Council discusses the budget.

Roanoke Rapids City Council today voted to go with a 4-cent tax increase for the upcoming fiscal year.

The action came following a budget work session in which City Manager Kelly Traynham said she had made additional cuts to bring the proposed financial plan down to $20,254,342. Until this morning’s work session, a $21,113,732 operating budget had been on the table.

This most likely means the city will have to take less than $800,000 from the undesignated fund balance to reach the $20,254,342 operating budget for the 2026-27 fiscal year, Traynham said. A $1,601,054 infusion from the fund balance had originally been proposed.

Councilman Warren Keith Bell made the motion to go with the 4-cent tax increase and Sandra Bryant cast the second. The proposal was unanimously approved. If the budget is approved, the tax rate will go from 64.1 cents per $100 of assessed value to 68.1 cents.

Traynham said whittling the original projection down was a matter of reducing some of the city’s personnel expenses while still leaving room for a 3 percent cost-of-living adjustment for employees. “Then our police department pay ranges were adjusted to be more competitive with the market.”

There will be no jobs lost or services cut, she said. There are already 16 positions that have been unfunded over the last 10 years. If the budget is approved there will three additional positions frozen for the upcoming fiscal, bringing the total to 19. “We’ve been freezing positions at every opportunity — not because we need them frozen, but because we’ve been trying to stay sustainable.”

Asked how tough this budget process has been, the city manager said, “If you look at it from a purely mathematical standpoint, sitting behind and looking at spreadsheets, the math doesn’t lie. There’s certain things we have to pay. We have to budget for obligations that we are committed to. The budget does not have anything flexible in there.”

Looking at what the budget proposal means to the community and addressing the needs that have been expressed, Traynham said, “This budget does not meet that. It's discouraging. For me, I could make two choices. I could either give up or I can say challenge accepted and try to get this right and try to lead us into a sustainable future. We don’t know what other factors we’re going to be up against year to year most of the time.”

She said, however, “We are a public service agency and we rely on human beings to provide a service.”

Parks and Recreation Director Kelly Daughtry spoke during the work session about the implications the proposed budget has on her department. “If my budget’s cut any more then I will have to close a facility. I don’t have any other options. I took the past 10 years of funding from what I’ve received from city funds and with inflation that should have gone up 2.6 percent each year. It has gone down about 20 percent overall. Being here 10 years ago and being here now, with inflation it’s like a 41 percent decrease for us.”

Daughtry said she didn’t “really have a whole lot to offer because my only offerings would be to close a facility which you would still have to maintain and not have the service for the citizens. We’re going to do the best we can with this budget.”

What has helped the department is donations, she told the council, “None of this includes any of the hundreds of thousands of dollars that I have requested for the deferred maintenance we have had over the past 10 years. A lot of it is generated from fundraising from local businesses. Our local businesses have been very generous and we are most grateful. When you see signs on our facilities please recognize them for that.”

A recent example is work on a new concession stand deck at Doyle Field that in the next month or so will make it ADA compliant. “That was spearheaded by different organizations that use Doyle Field. The city’s contribution is going to total about $500 and we’re going to get a brand new deck. There’s no way we could do nearly the things that we do without our community.”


> **PROBLEM DESCRIPTION**
Would you set down the complete data below, exactly as shown?

(Beginning of SUPPLIED ENTRIES)

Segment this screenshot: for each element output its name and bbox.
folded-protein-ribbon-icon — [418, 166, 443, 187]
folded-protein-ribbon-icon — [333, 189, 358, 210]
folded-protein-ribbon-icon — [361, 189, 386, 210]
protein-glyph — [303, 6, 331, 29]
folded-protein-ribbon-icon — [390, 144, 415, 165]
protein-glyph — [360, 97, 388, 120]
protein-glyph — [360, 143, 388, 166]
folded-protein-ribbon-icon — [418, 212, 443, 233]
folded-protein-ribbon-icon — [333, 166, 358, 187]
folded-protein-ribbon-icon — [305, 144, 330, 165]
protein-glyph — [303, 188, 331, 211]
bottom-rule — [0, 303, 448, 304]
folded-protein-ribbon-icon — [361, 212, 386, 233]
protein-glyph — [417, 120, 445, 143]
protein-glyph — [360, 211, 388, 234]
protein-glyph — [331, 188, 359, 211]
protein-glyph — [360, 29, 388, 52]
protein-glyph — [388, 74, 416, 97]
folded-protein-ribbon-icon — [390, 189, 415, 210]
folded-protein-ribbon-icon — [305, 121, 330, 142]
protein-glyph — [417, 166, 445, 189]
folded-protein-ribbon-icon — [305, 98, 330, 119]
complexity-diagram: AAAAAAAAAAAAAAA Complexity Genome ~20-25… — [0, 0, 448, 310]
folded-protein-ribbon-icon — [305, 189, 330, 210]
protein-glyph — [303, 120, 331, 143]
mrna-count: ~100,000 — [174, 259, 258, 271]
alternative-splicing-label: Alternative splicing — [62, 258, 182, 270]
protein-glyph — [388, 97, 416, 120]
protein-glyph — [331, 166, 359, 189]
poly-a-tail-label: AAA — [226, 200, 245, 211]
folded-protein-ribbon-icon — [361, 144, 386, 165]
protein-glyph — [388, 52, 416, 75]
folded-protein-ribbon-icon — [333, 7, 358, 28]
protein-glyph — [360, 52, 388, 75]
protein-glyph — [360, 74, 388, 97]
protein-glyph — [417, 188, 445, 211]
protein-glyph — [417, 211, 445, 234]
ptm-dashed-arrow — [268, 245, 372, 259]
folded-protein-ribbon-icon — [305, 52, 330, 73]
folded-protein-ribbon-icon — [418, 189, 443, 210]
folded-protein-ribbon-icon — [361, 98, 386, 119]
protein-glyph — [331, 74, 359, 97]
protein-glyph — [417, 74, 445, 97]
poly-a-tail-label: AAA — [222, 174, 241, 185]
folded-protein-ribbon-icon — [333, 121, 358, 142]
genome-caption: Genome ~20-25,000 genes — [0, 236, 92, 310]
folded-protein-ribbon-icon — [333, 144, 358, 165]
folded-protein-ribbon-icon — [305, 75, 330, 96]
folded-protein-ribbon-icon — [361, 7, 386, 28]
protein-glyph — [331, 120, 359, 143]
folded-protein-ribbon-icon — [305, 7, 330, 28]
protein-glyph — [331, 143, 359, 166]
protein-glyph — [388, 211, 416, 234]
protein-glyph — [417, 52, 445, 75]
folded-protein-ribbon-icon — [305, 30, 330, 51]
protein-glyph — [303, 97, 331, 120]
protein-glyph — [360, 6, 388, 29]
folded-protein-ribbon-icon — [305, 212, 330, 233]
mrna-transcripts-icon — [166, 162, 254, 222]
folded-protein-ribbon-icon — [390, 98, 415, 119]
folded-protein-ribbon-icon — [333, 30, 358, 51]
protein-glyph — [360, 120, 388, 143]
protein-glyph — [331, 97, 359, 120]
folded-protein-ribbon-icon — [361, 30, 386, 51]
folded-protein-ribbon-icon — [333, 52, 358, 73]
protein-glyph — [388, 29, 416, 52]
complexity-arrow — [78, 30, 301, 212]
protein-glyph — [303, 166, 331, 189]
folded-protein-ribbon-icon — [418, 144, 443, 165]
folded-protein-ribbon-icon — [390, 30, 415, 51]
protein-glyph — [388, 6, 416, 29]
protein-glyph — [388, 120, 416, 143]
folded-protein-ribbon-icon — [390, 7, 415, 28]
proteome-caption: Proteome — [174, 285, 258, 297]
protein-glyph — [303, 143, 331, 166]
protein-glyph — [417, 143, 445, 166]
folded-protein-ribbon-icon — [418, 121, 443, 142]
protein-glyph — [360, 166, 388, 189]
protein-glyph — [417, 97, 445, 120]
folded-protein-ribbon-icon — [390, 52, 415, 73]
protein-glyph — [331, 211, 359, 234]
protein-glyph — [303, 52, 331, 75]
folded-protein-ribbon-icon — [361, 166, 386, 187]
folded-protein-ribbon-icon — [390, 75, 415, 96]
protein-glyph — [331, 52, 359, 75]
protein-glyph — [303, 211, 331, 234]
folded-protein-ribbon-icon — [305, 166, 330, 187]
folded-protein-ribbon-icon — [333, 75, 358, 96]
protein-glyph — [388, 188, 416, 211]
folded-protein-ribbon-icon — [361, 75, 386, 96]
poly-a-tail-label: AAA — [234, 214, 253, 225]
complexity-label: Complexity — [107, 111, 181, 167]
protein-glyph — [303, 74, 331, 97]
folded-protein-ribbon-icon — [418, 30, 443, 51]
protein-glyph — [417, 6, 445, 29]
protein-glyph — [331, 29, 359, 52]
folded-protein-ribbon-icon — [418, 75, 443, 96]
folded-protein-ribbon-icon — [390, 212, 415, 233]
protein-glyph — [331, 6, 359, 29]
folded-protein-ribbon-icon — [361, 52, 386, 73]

(End of SUPPLIED ENTRIES)

> **ANSWER SPACE**
Segment this screenshot: for each element output its name and bbox.
folded-protein-ribbon-icon — [418, 166, 443, 187]
folded-protein-ribbon-icon — [333, 189, 358, 210]
folded-protein-ribbon-icon — [361, 189, 386, 210]
protein-glyph — [303, 6, 331, 29]
folded-protein-ribbon-icon — [390, 144, 415, 165]
protein-glyph — [360, 97, 388, 120]
protein-glyph — [360, 143, 388, 166]
folded-protein-ribbon-icon — [418, 212, 443, 233]
folded-protein-ribbon-icon — [333, 166, 358, 187]
folded-protein-ribbon-icon — [305, 144, 330, 165]
protein-glyph — [303, 188, 331, 211]
bottom-rule — [0, 303, 448, 304]
folded-protein-ribbon-icon — [361, 212, 386, 233]
protein-glyph — [417, 120, 445, 143]
protein-glyph — [360, 211, 388, 234]
protein-glyph — [331, 188, 359, 211]
protein-glyph — [360, 29, 388, 52]
protein-glyph — [388, 74, 416, 97]
folded-protein-ribbon-icon — [390, 189, 415, 210]
folded-protein-ribbon-icon — [305, 121, 330, 142]
protein-glyph — [417, 166, 445, 189]
folded-protein-ribbon-icon — [305, 98, 330, 119]
complexity-diagram: AAAAAAAAAAAAAAA Complexity Genome ~20-25… — [0, 0, 448, 310]
folded-protein-ribbon-icon — [305, 189, 330, 210]
protein-glyph — [303, 120, 331, 143]
mrna-count: ~100,000 — [174, 259, 258, 271]
alternative-splicing-label: Alternative splicing — [62, 258, 182, 270]
protein-glyph — [388, 97, 416, 120]
protein-glyph — [331, 166, 359, 189]
poly-a-tail-label: AAA — [226, 200, 245, 211]
folded-protein-ribbon-icon — [361, 144, 386, 165]
protein-glyph — [388, 52, 416, 75]
folded-protein-ribbon-icon — [333, 7, 358, 28]
protein-glyph — [360, 52, 388, 75]
protein-glyph — [360, 74, 388, 97]
protein-glyph — [417, 188, 445, 211]
protein-glyph — [417, 211, 445, 234]
ptm-dashed-arrow — [268, 245, 372, 259]
folded-protein-ribbon-icon — [305, 52, 330, 73]
folded-protein-ribbon-icon — [418, 189, 443, 210]
folded-protein-ribbon-icon — [361, 98, 386, 119]
protein-glyph — [331, 74, 359, 97]
protein-glyph — [417, 74, 445, 97]
poly-a-tail-label: AAA — [222, 174, 241, 185]
folded-protein-ribbon-icon — [333, 121, 358, 142]
genome-caption: Genome ~20-25,000 genes — [0, 236, 92, 310]
folded-protein-ribbon-icon — [333, 144, 358, 165]
folded-protein-ribbon-icon — [305, 75, 330, 96]
folded-protein-ribbon-icon — [361, 7, 386, 28]
protein-glyph — [331, 120, 359, 143]
folded-protein-ribbon-icon — [305, 7, 330, 28]
protein-glyph — [331, 143, 359, 166]
protein-glyph — [388, 211, 416, 234]
protein-glyph — [417, 52, 445, 75]
folded-protein-ribbon-icon — [305, 30, 330, 51]
protein-glyph — [303, 97, 331, 120]
protein-glyph — [360, 6, 388, 29]
folded-protein-ribbon-icon — [305, 212, 330, 233]
mrna-transcripts-icon — [166, 162, 254, 222]
folded-protein-ribbon-icon — [390, 98, 415, 119]
folded-protein-ribbon-icon — [333, 30, 358, 51]
protein-glyph — [360, 120, 388, 143]
protein-glyph — [331, 97, 359, 120]
folded-protein-ribbon-icon — [361, 30, 386, 51]
folded-protein-ribbon-icon — [333, 52, 358, 73]
protein-glyph — [388, 29, 416, 52]
complexity-arrow — [78, 30, 301, 212]
protein-glyph — [303, 166, 331, 189]
folded-protein-ribbon-icon — [418, 144, 443, 165]
folded-protein-ribbon-icon — [390, 30, 415, 51]
protein-glyph — [388, 6, 416, 29]
protein-glyph — [388, 120, 416, 143]
folded-protein-ribbon-icon — [390, 7, 415, 28]
proteome-caption: Proteome — [174, 285, 258, 297]
protein-glyph — [303, 143, 331, 166]
protein-glyph — [417, 143, 445, 166]
folded-protein-ribbon-icon — [418, 121, 443, 142]
protein-glyph — [360, 166, 388, 189]
protein-glyph — [417, 97, 445, 120]
folded-protein-ribbon-icon — [390, 52, 415, 73]
protein-glyph — [331, 211, 359, 234]
protein-glyph — [303, 52, 331, 75]
folded-protein-ribbon-icon — [361, 166, 386, 187]
folded-protein-ribbon-icon — [390, 75, 415, 96]
protein-glyph — [331, 52, 359, 75]
protein-glyph — [303, 211, 331, 234]
folded-protein-ribbon-icon — [305, 166, 330, 187]
folded-protein-ribbon-icon — [333, 75, 358, 96]
protein-glyph — [388, 188, 416, 211]
folded-protein-ribbon-icon — [361, 75, 386, 96]
poly-a-tail-label: AAA — [234, 214, 253, 225]
complexity-label: Complexity — [107, 111, 181, 167]
protein-glyph — [303, 74, 331, 97]
folded-protein-ribbon-icon — [418, 30, 443, 51]
protein-glyph — [417, 6, 445, 29]
protein-glyph — [331, 29, 359, 52]
folded-protein-ribbon-icon — [418, 75, 443, 96]
folded-protein-ribbon-icon — [390, 212, 415, 233]
protein-glyph — [331, 6, 359, 29]
folded-protein-ribbon-icon — [361, 52, 386, 73]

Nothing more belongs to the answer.